# 2 Where you Once Belonged Kent Haruf

With a title like Where you Once Belonged you can't go in expecting much in the way of happy, which isn't all that surprising with Haruf; however, for some reason the end of this novel comes off like a sucker punch you watched connect with the side of your face, slow motion, in the reflecting window in front of you - which still lays you out.

The story is primarily Burdette's, the town bad boy and one time hero, told from the perspective of Arbuckle, conveniently enough, the town newspaperman. It opens with Burdette returning to Holt, Colorado after an eight year hiatus that the reader learns over the course of the next 150 or so pages was time spent on the run. The narrative moves back and forth from the present to long ago and recent past. It is full of well-developed, yet stunted, secondary characters. It is a novel in which the newspaper man spends his time watching a town where everyone is watching someone else. all. the. time.

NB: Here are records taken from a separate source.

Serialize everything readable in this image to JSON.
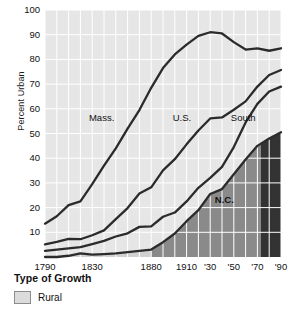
{
  "chart_data": {
    "type": "line",
    "title": "",
    "xlabel": "",
    "ylabel": "Percent Urban",
    "ylim": [
      0,
      100
    ],
    "xlim": [
      1790,
      1990
    ],
    "grid": true,
    "legend_position": "below-plot",
    "y_ticks": [
      100,
      90,
      80,
      70,
      60,
      50,
      40,
      30,
      20,
      10
    ],
    "x_ticks": [
      {
        "value": 1790,
        "label": "1790"
      },
      {
        "value": 1830,
        "label": "1830"
      },
      {
        "value": 1880,
        "label": "1880"
      },
      {
        "value": 1910,
        "label": "1910"
      },
      {
        "value": 1930,
        "label": "'30"
      },
      {
        "value": 1950,
        "label": "'50"
      },
      {
        "value": 1970,
        "label": "'70"
      },
      {
        "value": 1990,
        "label": "'90"
      }
    ],
    "annotations": [
      {
        "text": "Mass.",
        "x": 1838,
        "y": 55
      },
      {
        "text": "U.S.",
        "x": 1906,
        "y": 55
      },
      {
        "text": "South",
        "x": 1958,
        "y": 55
      },
      {
        "text": "N.C.",
        "x": 1942,
        "y": 22
      }
    ],
    "series": [
      {
        "name": "Mass.",
        "x": [
          1790,
          1800,
          1810,
          1820,
          1830,
          1840,
          1850,
          1860,
          1870,
          1880,
          1890,
          1900,
          1910,
          1920,
          1930,
          1940,
          1950,
          1960,
          1970,
          1980,
          1990
        ],
        "values": [
          13.5,
          16.5,
          21.0,
          22.5,
          29.5,
          37.0,
          44.0,
          52.0,
          59.5,
          68.5,
          76.5,
          82.0,
          86.0,
          89.5,
          91.0,
          90.5,
          87.0,
          84.0,
          84.5,
          83.5,
          84.5
        ]
      },
      {
        "name": "U.S.",
        "x": [
          1790,
          1800,
          1810,
          1820,
          1830,
          1840,
          1850,
          1860,
          1870,
          1880,
          1890,
          1900,
          1910,
          1920,
          1930,
          1940,
          1950,
          1960,
          1970,
          1980,
          1990
        ],
        "values": [
          5.1,
          6.1,
          7.3,
          7.2,
          8.8,
          10.8,
          15.3,
          19.8,
          25.7,
          28.2,
          35.1,
          39.6,
          45.6,
          51.2,
          56.1,
          56.5,
          59.6,
          63.0,
          69.0,
          73.7,
          75.7
        ]
      },
      {
        "name": "South",
        "x": [
          1790,
          1800,
          1810,
          1820,
          1830,
          1840,
          1850,
          1860,
          1870,
          1880,
          1890,
          1900,
          1910,
          1920,
          1930,
          1940,
          1950,
          1960,
          1970,
          1980,
          1990
        ],
        "values": [
          2.5,
          3.0,
          3.5,
          4.0,
          5.2,
          6.5,
          8.3,
          9.6,
          12.2,
          12.4,
          16.3,
          18.0,
          22.5,
          28.0,
          32.0,
          36.5,
          44.5,
          54.5,
          62.0,
          67.0,
          69.0
        ]
      },
      {
        "name": "N.C.",
        "x": [
          1790,
          1800,
          1810,
          1820,
          1830,
          1840,
          1850,
          1860,
          1870,
          1880,
          1890,
          1900,
          1910,
          1920,
          1930,
          1940,
          1950,
          1960,
          1970,
          1980,
          1990
        ],
        "values": [
          0.0,
          0.0,
          0.5,
          1.5,
          1.0,
          1.2,
          1.5,
          2.0,
          2.5,
          3.0,
          6.0,
          9.5,
          14.5,
          19.0,
          25.5,
          27.5,
          33.5,
          39.5,
          45.0,
          48.0,
          50.5
        ]
      }
    ]
  },
  "figure": {
    "top_fragment": "",
    "y_axis_title": "Percent Urban"
  },
  "legend": {
    "title": "Type of Growth",
    "items": [
      {
        "label": "Rural",
        "color": "#dcdcdc"
      }
    ]
  },
  "colors": {
    "plot_background": "#e6e6e6",
    "grid": "#ffffff",
    "line": "#2b2b2b",
    "rural_band": "#d0d0d0",
    "mid_fill": "#8a8a8a",
    "dark_fill": "#333333",
    "text": "#111111"
  }
}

Haruf's narrative is so successful for two reasons, in my humble. First, the narrator is true to form in his reportage of the events surrounding Burdette. The details of his story unfold as if they were told in an extended newspaper article, or a story and it's follow up. The level of detail never surpasses the barest facts, and while Haruf provides plenty of information from which the reader may draw all sorts of conclusions about the main character, the narrator never connects those dots for you.

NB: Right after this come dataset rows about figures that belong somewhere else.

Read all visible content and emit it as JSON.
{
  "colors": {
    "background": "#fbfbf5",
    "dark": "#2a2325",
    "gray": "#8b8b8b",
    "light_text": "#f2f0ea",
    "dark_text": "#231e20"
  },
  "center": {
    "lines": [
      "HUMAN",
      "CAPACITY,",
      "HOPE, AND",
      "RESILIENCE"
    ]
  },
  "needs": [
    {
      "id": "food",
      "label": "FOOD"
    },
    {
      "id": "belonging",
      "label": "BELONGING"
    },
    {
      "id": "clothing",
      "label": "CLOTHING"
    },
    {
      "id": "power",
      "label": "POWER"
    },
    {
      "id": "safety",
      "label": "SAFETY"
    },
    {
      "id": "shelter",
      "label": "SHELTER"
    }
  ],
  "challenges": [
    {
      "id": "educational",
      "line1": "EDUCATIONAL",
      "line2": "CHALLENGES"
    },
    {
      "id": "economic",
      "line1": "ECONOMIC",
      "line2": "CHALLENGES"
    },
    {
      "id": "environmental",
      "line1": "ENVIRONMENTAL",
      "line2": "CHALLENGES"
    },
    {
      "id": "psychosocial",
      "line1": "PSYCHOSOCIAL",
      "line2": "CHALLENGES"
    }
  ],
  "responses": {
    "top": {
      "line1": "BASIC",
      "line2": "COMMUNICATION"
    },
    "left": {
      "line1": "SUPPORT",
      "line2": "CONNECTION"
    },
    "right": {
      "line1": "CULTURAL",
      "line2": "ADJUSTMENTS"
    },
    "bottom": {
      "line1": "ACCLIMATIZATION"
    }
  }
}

Second, the parts that aren't centered on Burdette are told in similar prose, and yet, they come across more like the stories sisters share when they return to their home town for the holidays. The kind of catching up gossip that we all hear. And therein lies the rub. It is in the telling of these small details of the secondary characters that the tragedy of the book is driven home. These are sad, wandering, stilted human beings stuck spinning - cogs in the wheel - and we know them. Equally important, they know us. They tell our stories in the same broad strokes that we tell theirs and they draw the same conclusions we draw. That's the kind of sad with which this novel leaves you. The dull ache of hurt under the hand at your cheek three seconds after the punch you saw coming lands.